What is an Arbitral Tribunal?
- Section 2 (1) (d) of the Arbitration and Conciliation Act, 1996 (A & C Act) states that arbitral tribunal means a sole arbitrator or a panel of arbitrators.
Legal Provisions for the Composition of Arbitral Tribunal
Section 10: Number of Arbitrators
- Section 10(1) states that: Parties have the freedom to decide how many arbitrators they want, but the total number must be odd.

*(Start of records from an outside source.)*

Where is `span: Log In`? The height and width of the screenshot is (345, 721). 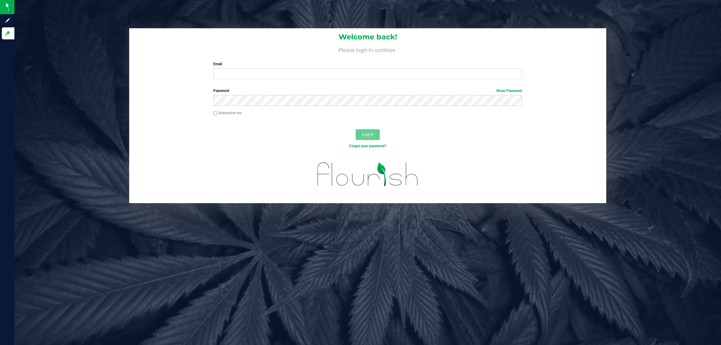
span: Log In is located at coordinates (368, 134).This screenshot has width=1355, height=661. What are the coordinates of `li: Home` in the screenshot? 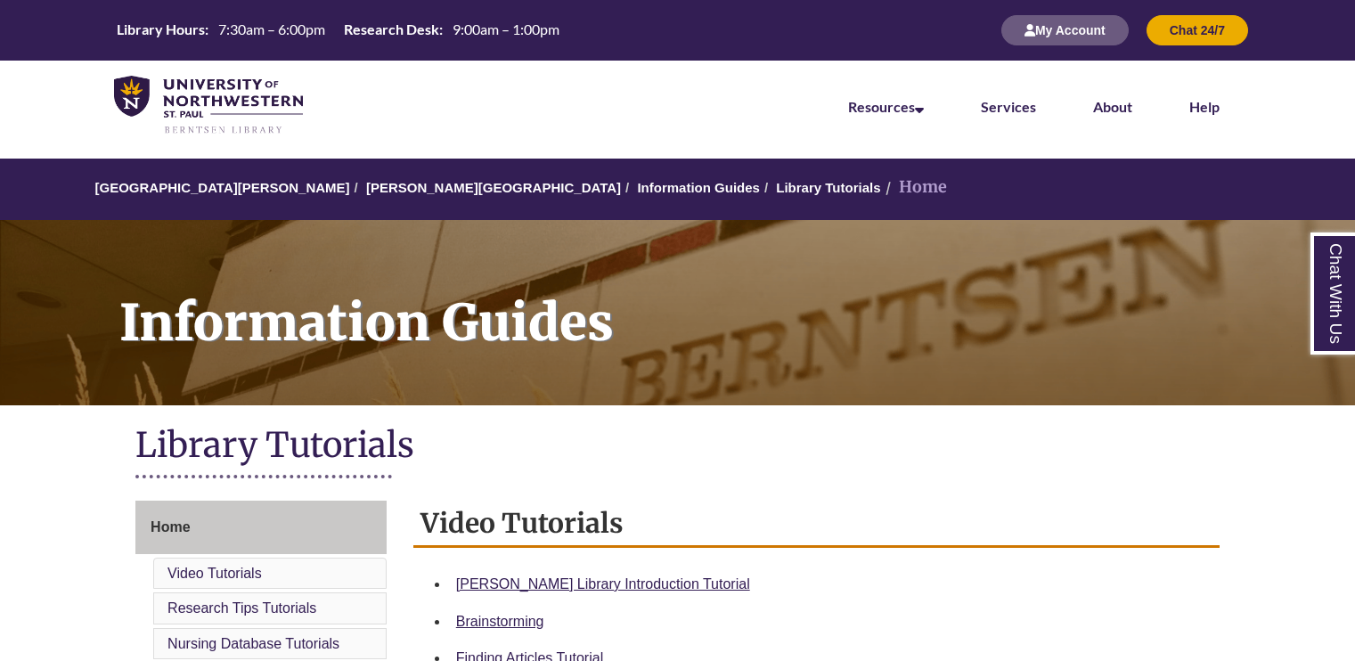 It's located at (914, 187).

This prevents deadlocks in decision-making.
- Section 10(2) states that: If parties don't specify the number of arbitrators in their agreement, the tribunal will consist of a single arbitrator by default.
Section 11: Appointment of Arbitrators
- Sub- section 11(1) states that: An arbitrator can be of any nationality unless the parties have specifically agreed otherwise.
- Sub- section 11(2) states that: Parties can agree on any procedure they wish for appointing arbitrators.
- Sub- section 11(3) states that: If there's no agreed procedure and three arbitrators are needed, each party will appoint one arbitrator, and those two arbitrators will together appoint the third arbitrator who will act as the presiding arbitrator.
- Sub- section 11(4) states that: When the procedure in 11(3) applies, and:
- A party fails to appoint an arbitrator within 30 days of being asked to do so, or
- The two appointed arbitrators fail to agree on the third arbitrator within 30 days, then the Supreme Court or High Court (or a person/institution they designate) will make the appointment when requested by a party.
- Sub- section 11(5) states that: If there's no agreed procedure and a sole arbitrator is needed, but parties can't agree on who to appoint within 30 days, the Supreme Court or High Court (or their designate) will make the appointment upon request.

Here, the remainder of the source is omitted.